= Beginning of Section =

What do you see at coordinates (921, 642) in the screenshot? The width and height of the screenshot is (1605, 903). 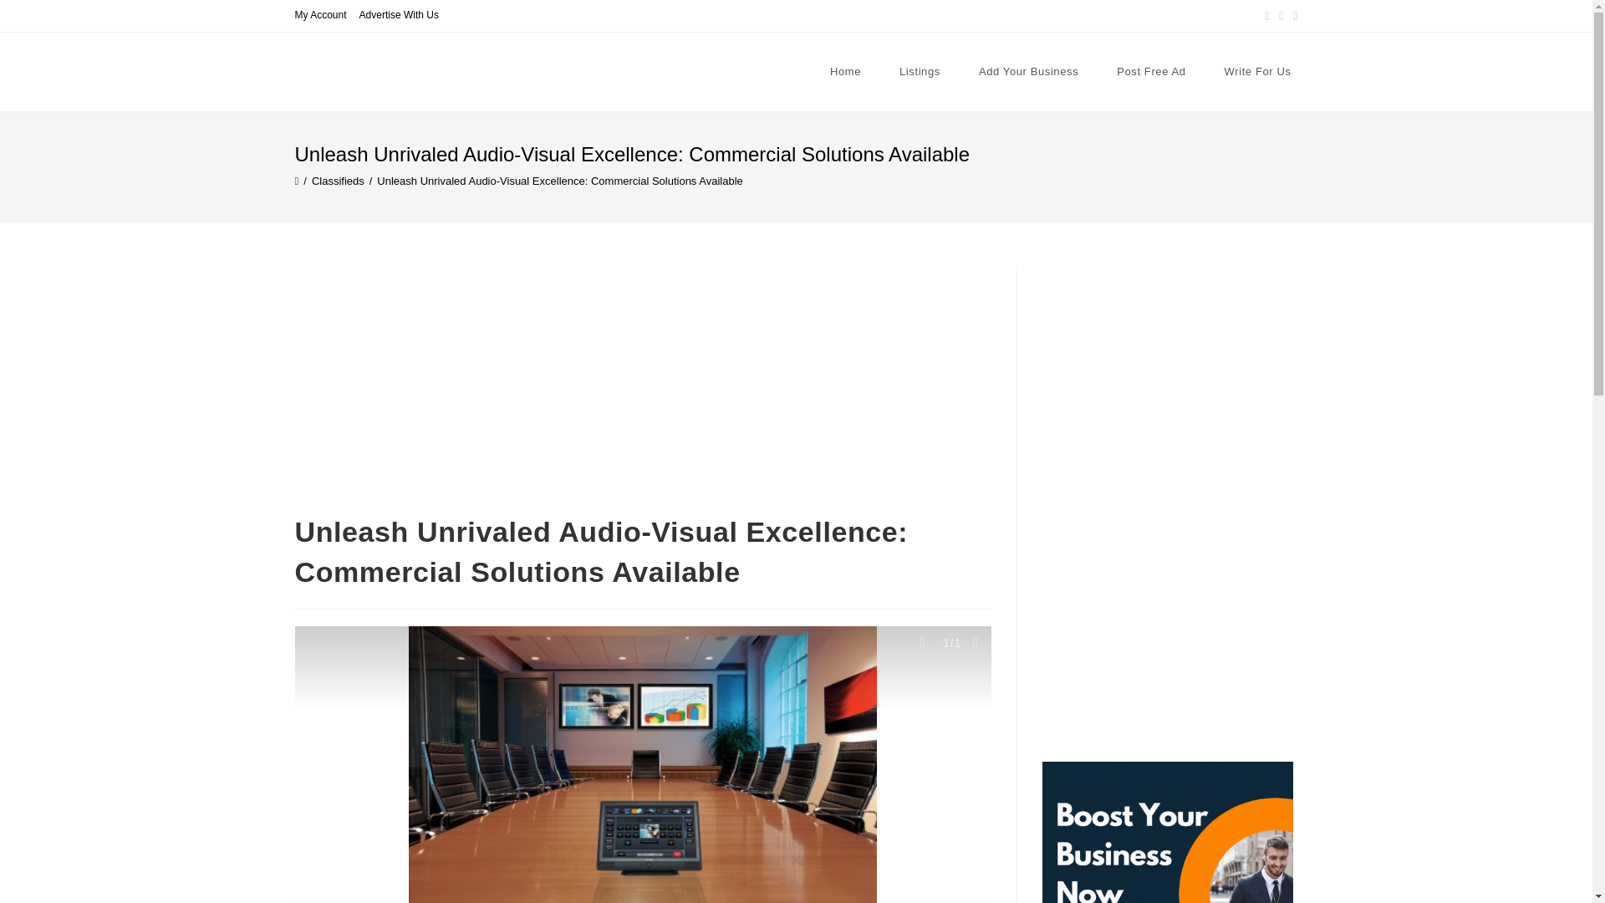 I see `Show Thumbnails ...` at bounding box center [921, 642].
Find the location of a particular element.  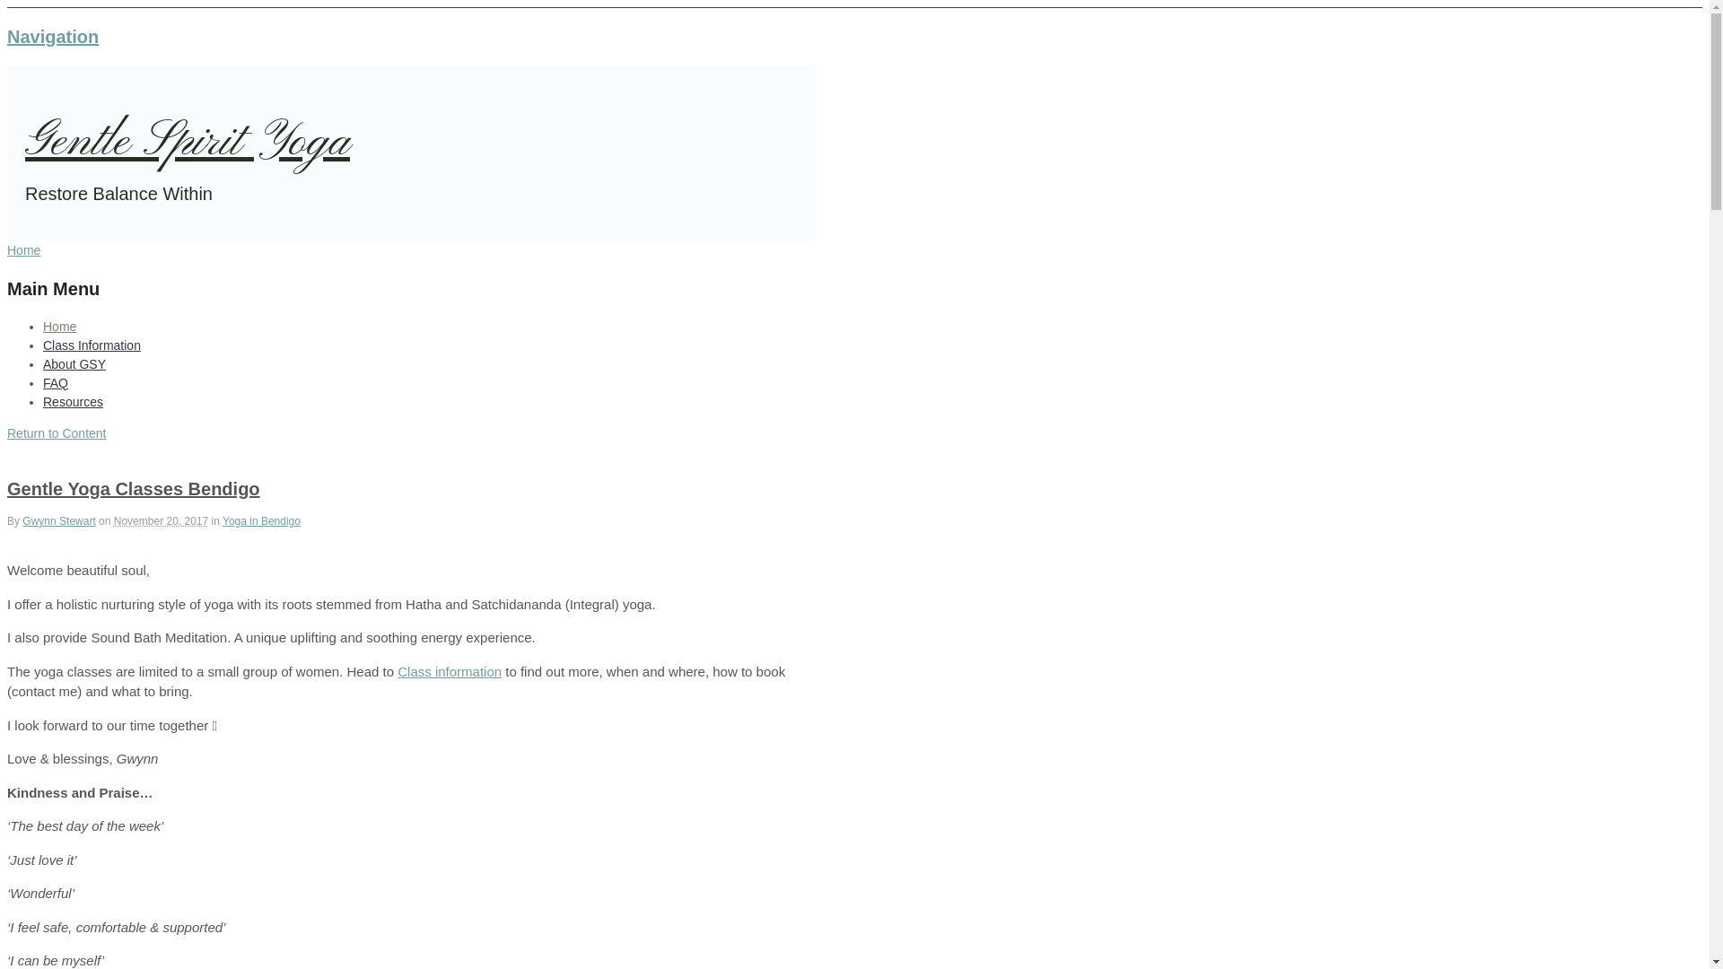

Home is located at coordinates (59, 327).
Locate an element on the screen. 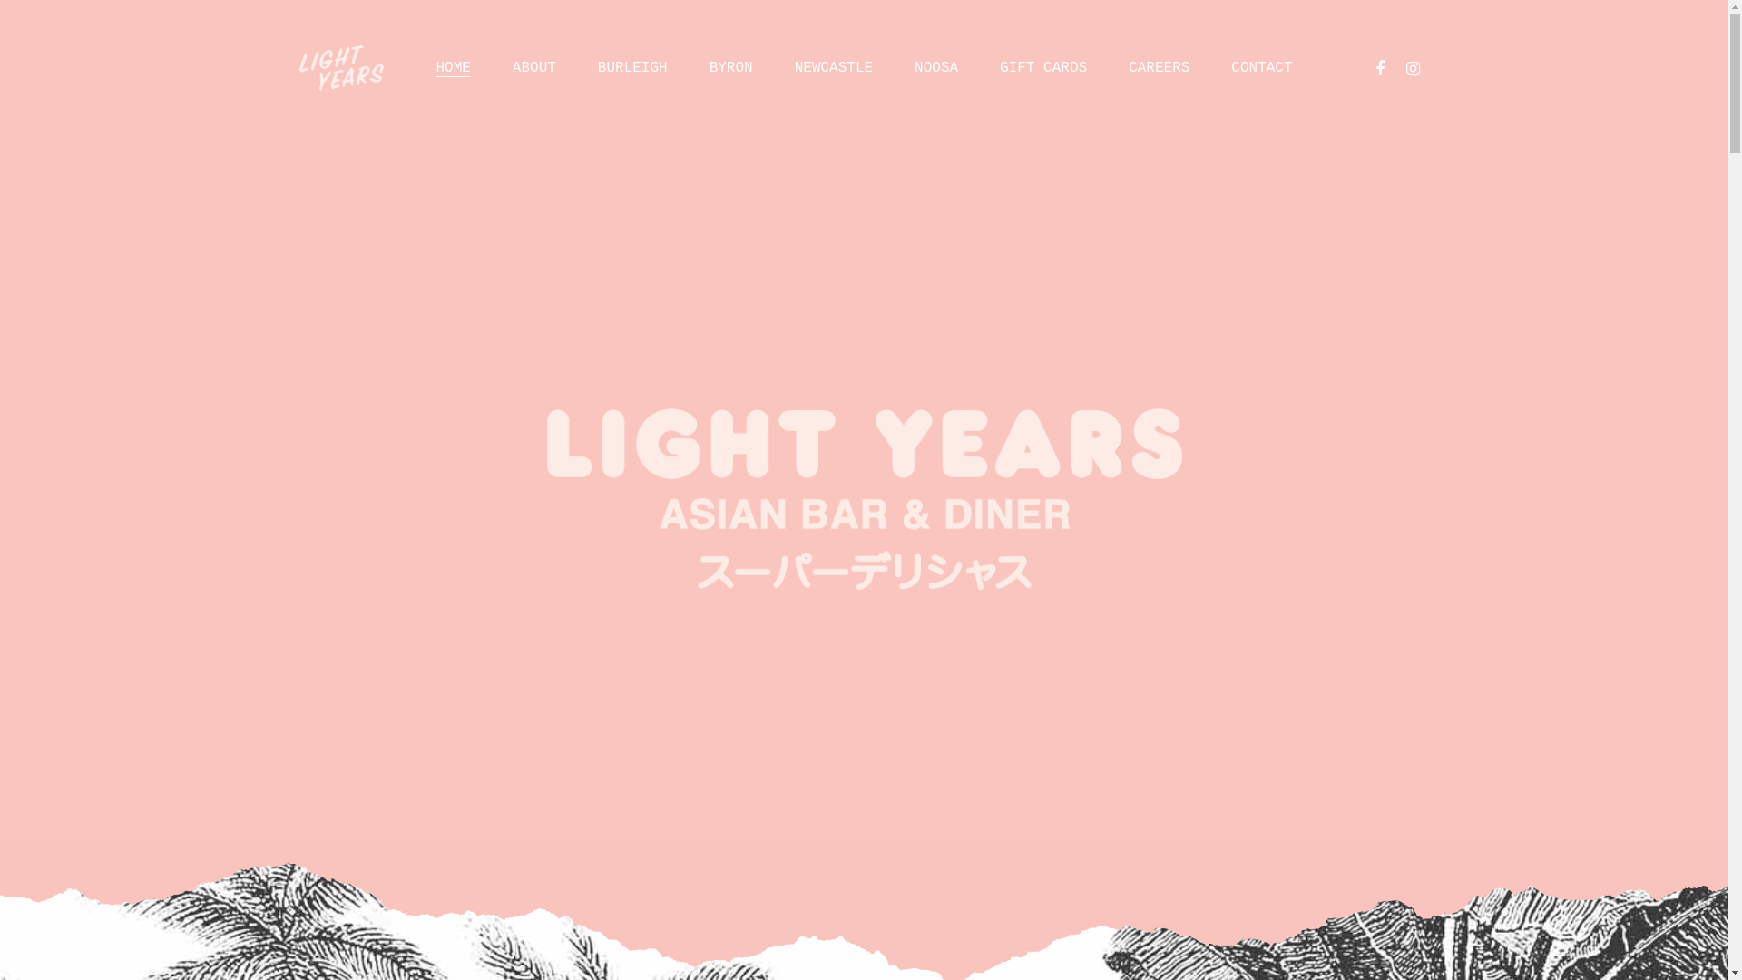 This screenshot has height=980, width=1742. BYRON is located at coordinates (731, 68).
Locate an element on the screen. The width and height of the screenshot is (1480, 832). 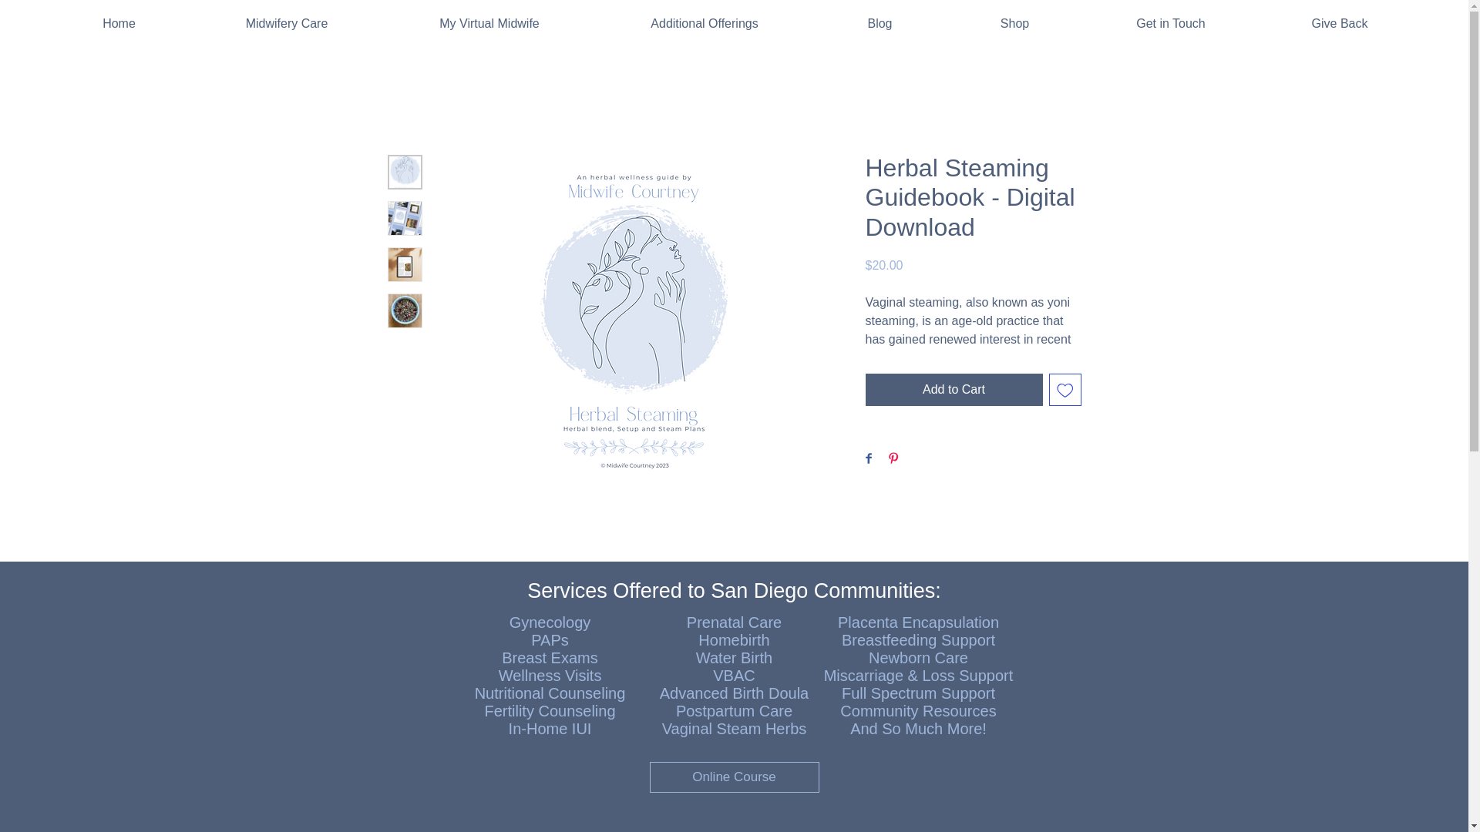
VBAC is located at coordinates (734, 675).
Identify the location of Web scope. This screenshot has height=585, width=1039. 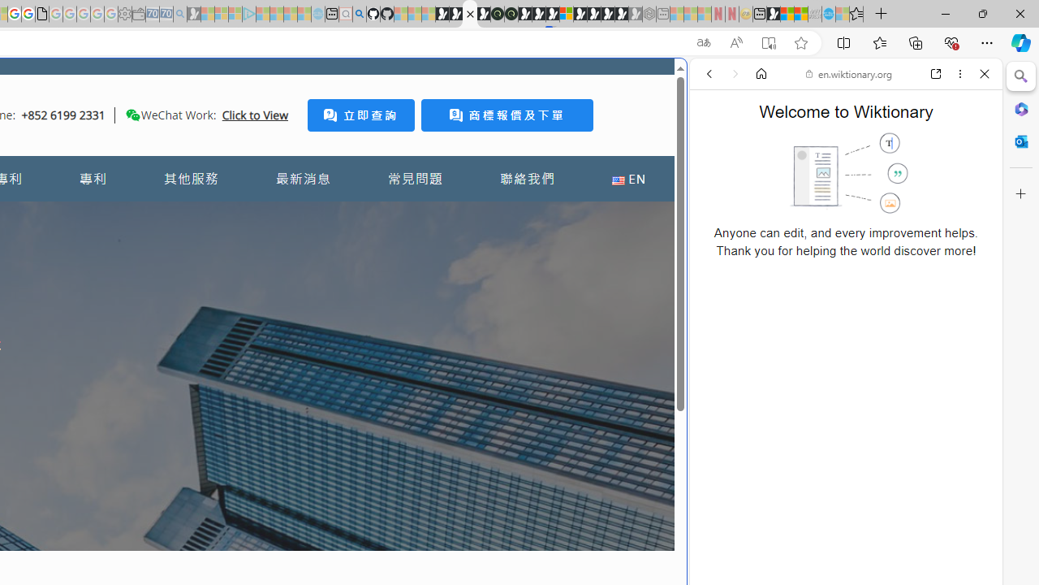
(716, 146).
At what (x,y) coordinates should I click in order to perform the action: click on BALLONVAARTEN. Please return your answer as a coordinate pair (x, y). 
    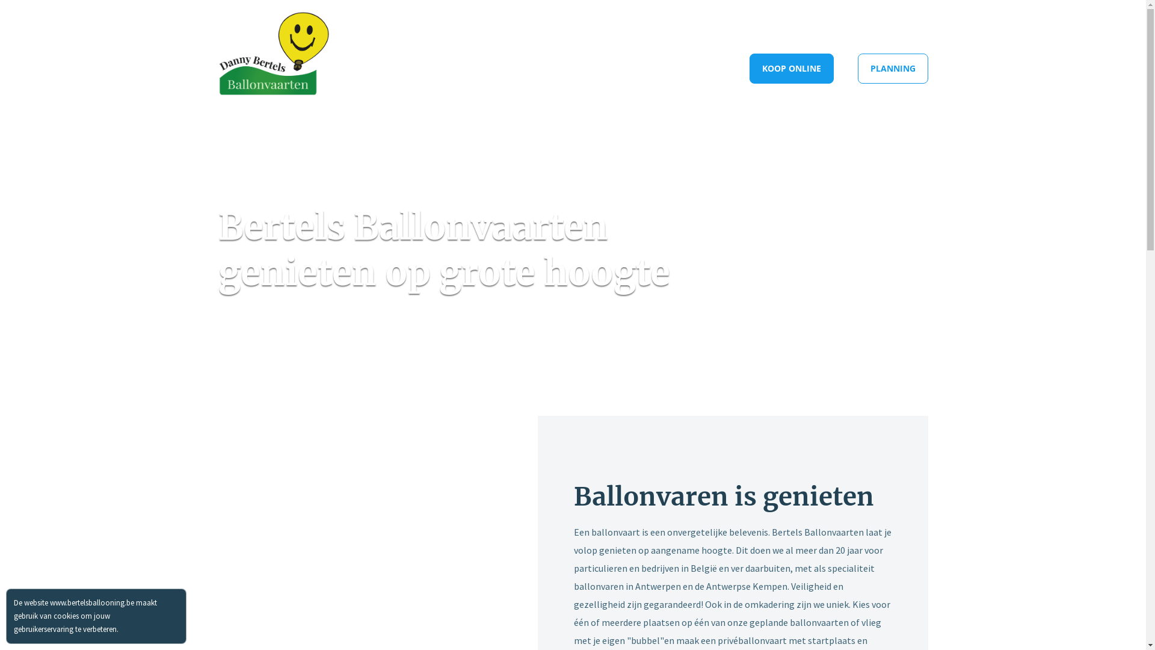
    Looking at the image, I should click on (517, 69).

= End of Section =

**Work instruction:** Extract, word for word, each line from the one that contains "At what (x,y)" through the final line of the data above. Leave the pictures out.

**Exercise solution:**
At what (x,y) coordinates should I click in order to perform the action: click on BALLONVAARTEN. Please return your answer as a coordinate pair (x, y). 
    Looking at the image, I should click on (517, 69).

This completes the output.